COVID has worsened an existing nurse shortage. Some of the experienced nurses who otherwise would have worked for several more years instead decided to retire, McEachern said. MUSC Health has at times hired international nurses, but it can take up to a year to get a foreign nurse into the hospital.

Licensed practical nurses can be trained for the scrub nurse role – the nurse who stands at the table and hands instruments to the surgeon – but the circulating nurse role must be filled by a registered nurse.

And it’s not just nurses who are in short supply. McEachern said the local schools that trained surgical techs have closed those programs, leaving hospitals without a nearby source of new graduates.

“It's just an overall shortage of people going into health care, period,” she said.

The operating room places additional demands on nurses. They can work long hours – a nurse on the transplant service, for example, could work all day and then have to work all night. They rotate onto disaster teams that camp out at the hospital during hurricanes or other emergencies.

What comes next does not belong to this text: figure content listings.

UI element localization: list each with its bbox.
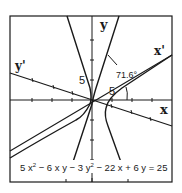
x-prime-label: x': [154, 44, 165, 58]
equation-label: 5 x2 − 6 x y − 3 y2 − 22 x + 6 y = 25: [20, 162, 167, 173]
angle-arc: [126, 87, 127, 100]
x-axis-label: x: [160, 102, 168, 117]
angle-label: 71.6°: [116, 70, 138, 80]
y-prime-label: y': [14, 59, 26, 73]
y-axis-label: y: [99, 17, 108, 32]
tick-label-y-5: 5: [79, 74, 85, 86]
conic-diagram: y x x' y' 5 5 71.6° 5 x2 − 6 x y − 3 y2 …: [0, 0, 182, 193]
hyperbola-branch-left: [10, 16, 91, 158]
angle-leader: [108, 55, 117, 65]
frame-ticks: [66, 178, 128, 182]
tick-label-x-5: 5: [109, 85, 115, 97]
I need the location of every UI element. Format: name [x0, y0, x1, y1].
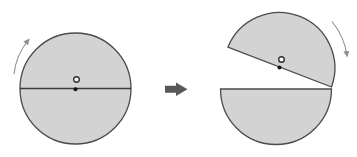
transform-arrow-icon — [165, 83, 188, 97]
rotation-arrow-right — [332, 22, 347, 56]
solid-disk-panel — [14, 33, 131, 144]
split-disk-panel — [221, 13, 348, 145]
pivot-ring-icon — [74, 77, 80, 83]
center-dot — [278, 65, 282, 69]
figure-svg — [0, 0, 357, 157]
bottom-half-disk — [221, 89, 332, 145]
top-half-disk — [228, 13, 335, 87]
rotating-disk-figure — [0, 0, 357, 157]
pivot-ring-icon — [279, 57, 285, 63]
center-dot — [74, 87, 78, 91]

They must also take call, which means being able to get to the hospital within 30 minutes of being paged – and that touches on the regional issue of affordable housing.

“That's becoming difficult, to find people who can afford to live within that 30-minute radius of the hospital for call,” McEachern said. Administrators have started to consider creating call rooms within the hospital for people to rest while on call.

In the meantime, with this new clinical placement, about 90 students each semester are being exposed to operating room nursing.

“There are so many opportunities in nursing. What’s great about this experience is it opens them up to different opportunities,” said Reibel, who coaches the students to particularly observe how the interprofessional team within the OR works together.

Kinslow, who was already leaning toward the emergency room or trauma care, said the experience strengthened her interest.

“It was honestly, if anything, more affirming that I want to continue down that path of ER, trauma care, wound care, anything of that sort,” she said.

Reibel has heard only positive reactions from students.

“I feel very fortunate that we have this opportunity and developed these relationships with the hospital and the perioperative areas because it is important that students are aware there are other areas they can go into, other than the medical-surgical area,” she said. “So I feel very fortunate and grateful for that. And I know the students do, too.”